It was a long time after that I heard what had become of Maud.
In the first place for six weeks she was degraded to the rank of a scullery maid. All her own clothes were taken away and locked up. She was dressed in the short frocks and the coarse and common underclothing of a rude little village maiden. She was not permitted-great girl of twenty though she was-to wear drawers. In these short garments she was compelled to wash and scrub floors, dust the staircase, mount steps, and clean windows and pictures.
For the first ten days she was whipped, birched, three times each day. For rebellion or slovenliness she received smacks with the tawse, the fringed edge of which she hated and dreaded more than the birch.
She was sometimes dressed in a very short chemise; hung by the wrists to a bedpost, her feet only just touching the ground; or made to stand in the stocks in a stiff backboard, the collar of which was raised extravagantly high for long periods.

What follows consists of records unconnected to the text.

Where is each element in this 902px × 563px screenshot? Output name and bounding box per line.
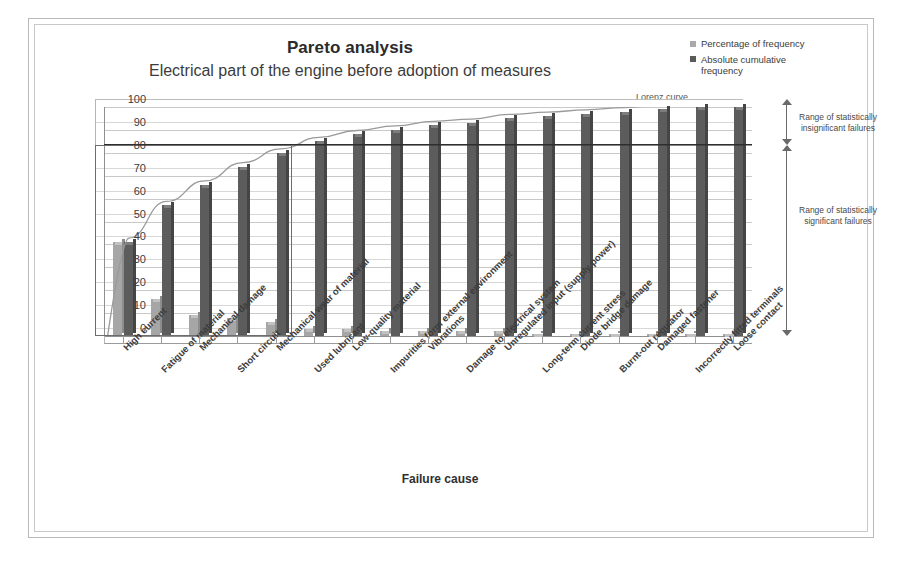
- pareto-chart-page: Pareto analysis Electrical part of the e…: [0, 0, 902, 563]
- y-tick-40: 40: [106, 230, 146, 242]
- bar-cumulative-6: [353, 134, 362, 336]
- gridline-back-100: [95, 99, 743, 100]
- x-tick-3: [237, 336, 238, 343]
- bar-cumulative-12: [581, 114, 590, 336]
- bar-cumulative-16: [734, 107, 743, 336]
- legend-label-percentage: Percentage of frequency: [701, 38, 805, 49]
- x-tick-5: [314, 336, 315, 343]
- chart-subtitle: Electrical part of the engine before ado…: [0, 62, 700, 80]
- y-tick-10: 10: [106, 299, 146, 311]
- legend-swatch-cumulative-icon: [690, 56, 696, 62]
- y-tick-80: 80: [106, 139, 146, 151]
- bar-cumulative-14: [658, 109, 667, 336]
- gridline-back-90: [95, 122, 743, 123]
- x-axis-title: Failure cause: [0, 472, 880, 486]
- annotation-range-significant: Range of statistically significant failu…: [795, 205, 881, 226]
- plot-area: [104, 107, 752, 336]
- y-tick-30: 30: [106, 253, 146, 265]
- y-tick-60: 60: [106, 185, 146, 197]
- y-tick-100: 100: [106, 93, 146, 105]
- y-tick-20: 20: [106, 276, 146, 288]
- x-tick-7: [390, 336, 391, 343]
- bar-cumulative-10: [505, 118, 514, 336]
- y-tick-70: 70: [106, 162, 146, 174]
- bar-percentage-5: [304, 329, 313, 336]
- x-tick-15: [695, 336, 696, 343]
- x-tick-11: [542, 336, 543, 343]
- chart-title: Pareto analysis: [0, 38, 700, 58]
- y-tick-90: 90: [106, 116, 146, 128]
- legend-item-cumulative: Absolute cumulative frequency: [690, 54, 810, 77]
- bar-cumulative-8: [429, 125, 438, 336]
- legend-swatch-percentage-icon: [690, 41, 696, 47]
- legend-item-percentage: Percentage of frequency: [690, 38, 810, 50]
- bar-cumulative-9: [467, 123, 476, 336]
- annotation-range-insignificant: Range of statistically insignificant fai…: [795, 112, 881, 133]
- gridline-100: [104, 107, 752, 108]
- y-tick-50: 50: [106, 208, 146, 220]
- legend-label-cumulative: Absolute cumulative frequency: [701, 54, 786, 77]
- x-axis-labels: High currentFatigue of materialMechanica…: [104, 336, 764, 476]
- chart-legend: Percentage of frequency Absolute cumulat…: [690, 38, 810, 81]
- x-tick-9: [466, 336, 467, 343]
- x-tick-1: [161, 336, 162, 343]
- gridline-90: [104, 130, 752, 131]
- x-tick-13: [619, 336, 620, 343]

She was, at other times, fastened naked across the bed, well whipped, and left so for several hours. Every Tuesday and Friday she had to wear, during the morning, a nettle petticoat, and in the afternoon bunches of nettles were hung underneath her clothes.
Sometimes she was kept quite naked for several days so that she had the utmost humiliation to go through, and, in addition, she was repeatedly whipped in front.
It was many years later when I learned all this from Maud's own lips in Beatrice's presence; and her punishment proved to be a very efficient mortification of whatever pruriency she possessed.
This parenthetical notice of her fate seems to be needed here; her own description of her discipline must be referred to for an adequate idea of her punishment and of its subjective results.